What is needed is an exact copy of the entries below, with the pictures left out.
═══
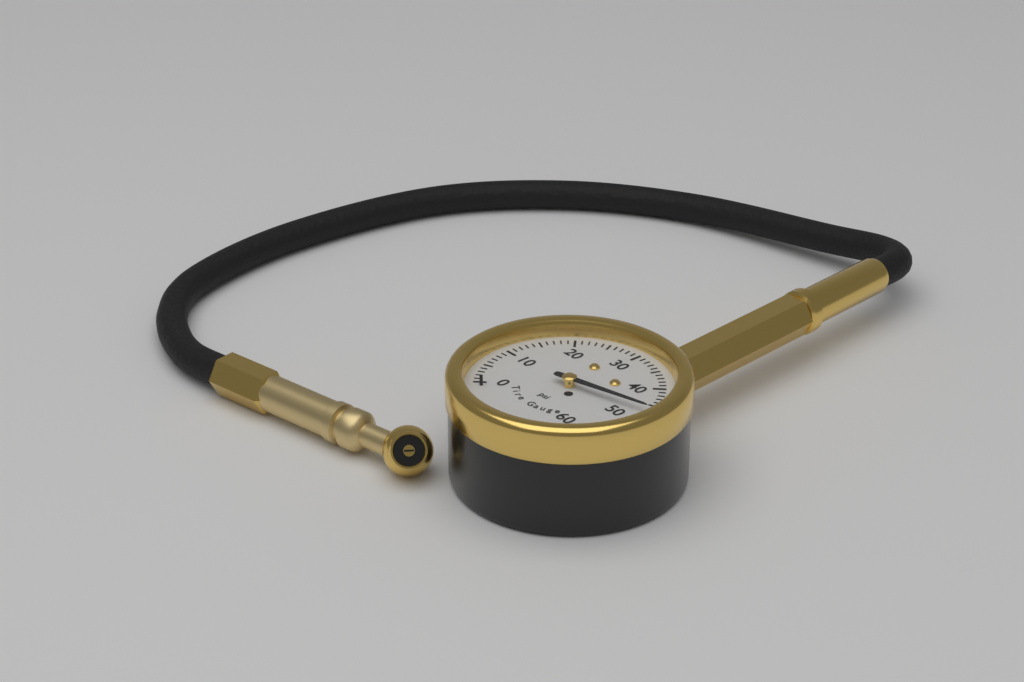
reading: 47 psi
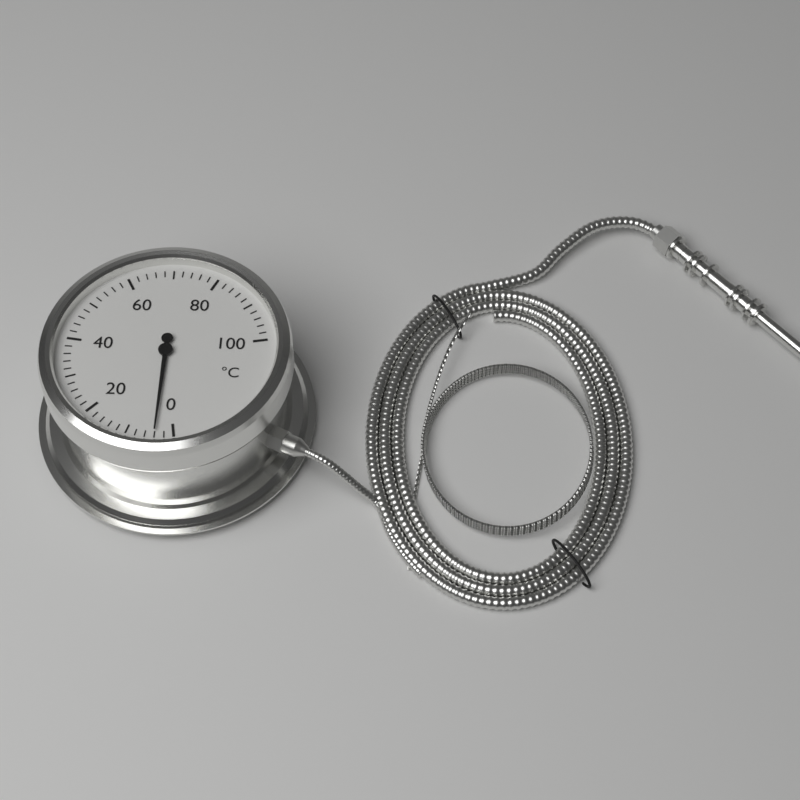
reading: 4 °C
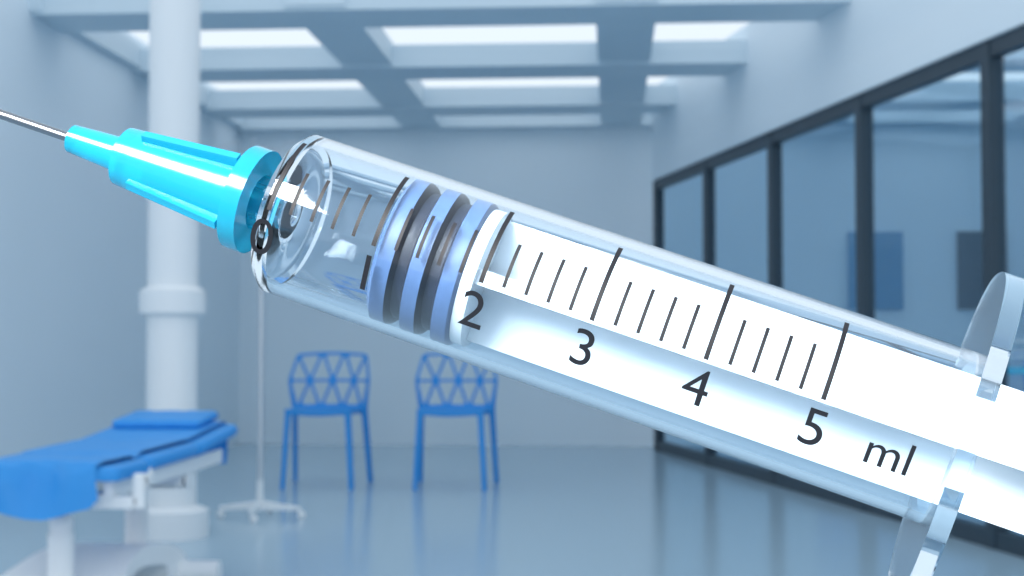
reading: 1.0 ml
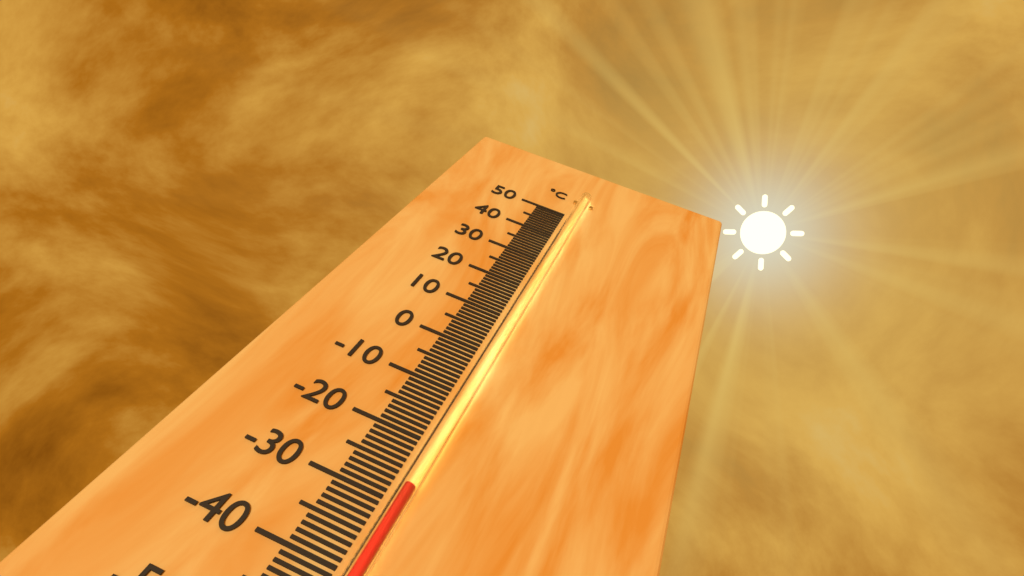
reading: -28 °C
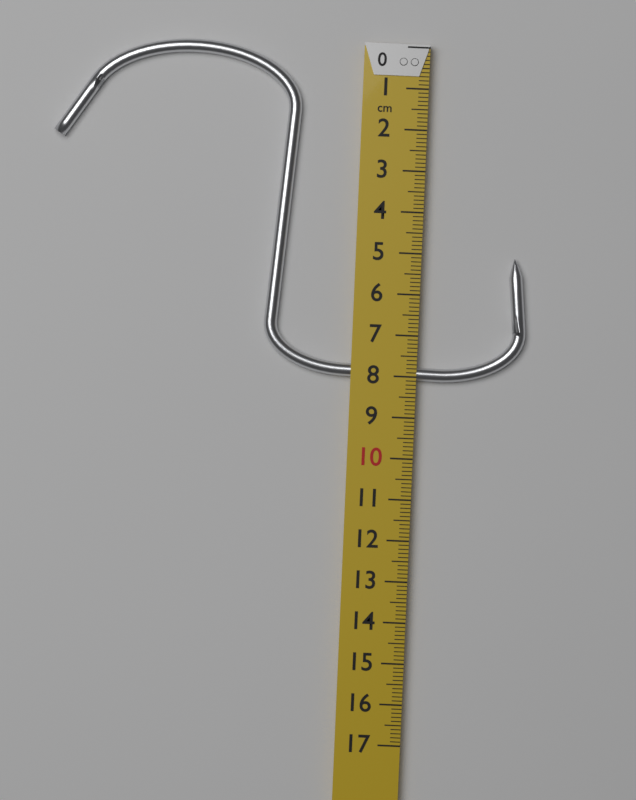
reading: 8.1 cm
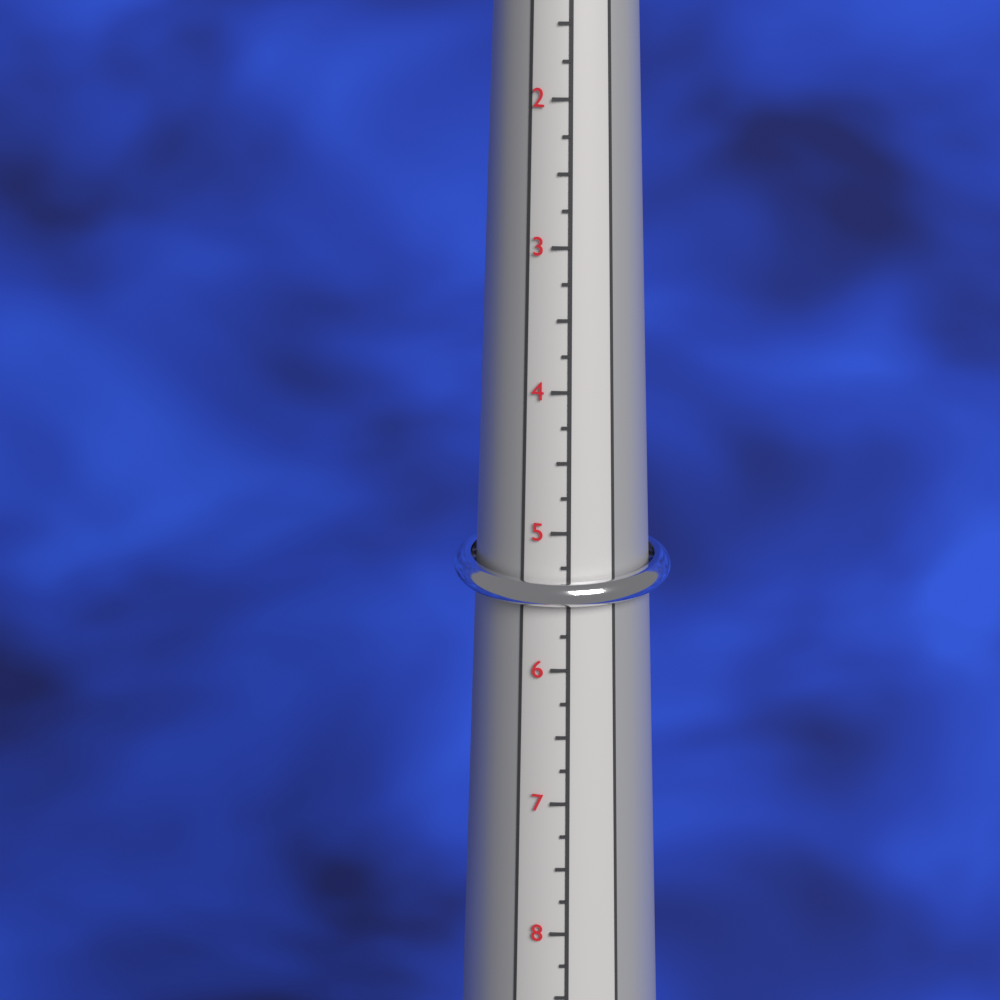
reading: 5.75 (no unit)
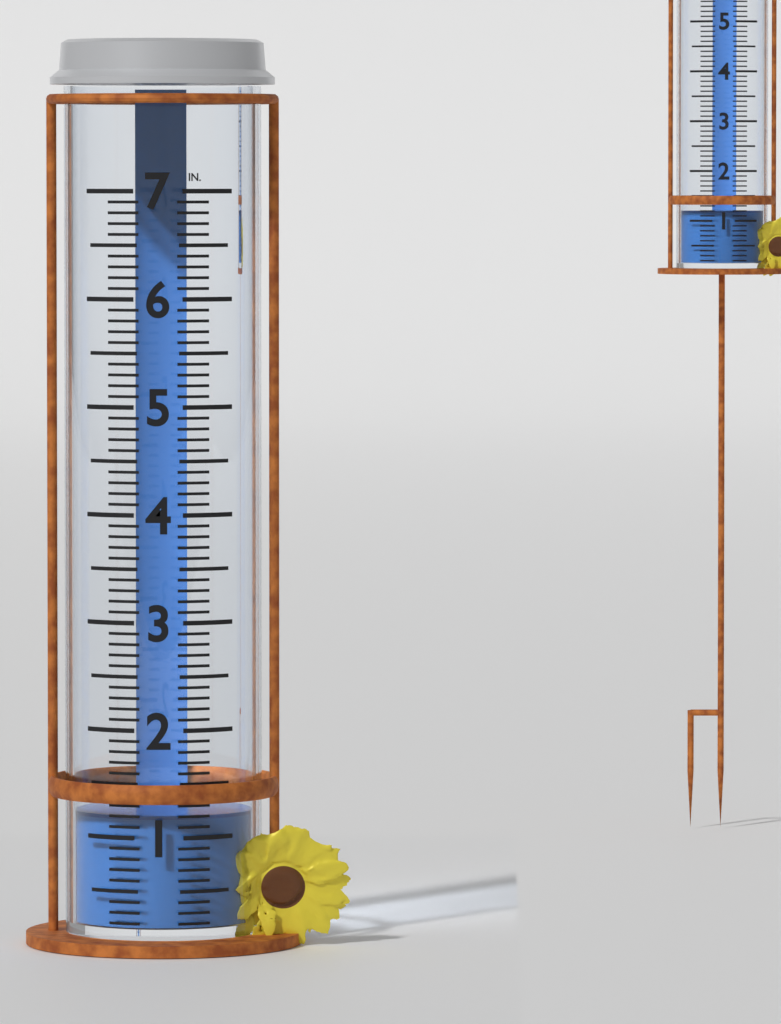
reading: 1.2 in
═══
> [Task response]
reading: 47 psi
reading: 4 °C
reading: 1.0 ml
reading: -28 °C
reading: 8.1 cm
reading: 5.75 (no unit)
reading: 1.2 in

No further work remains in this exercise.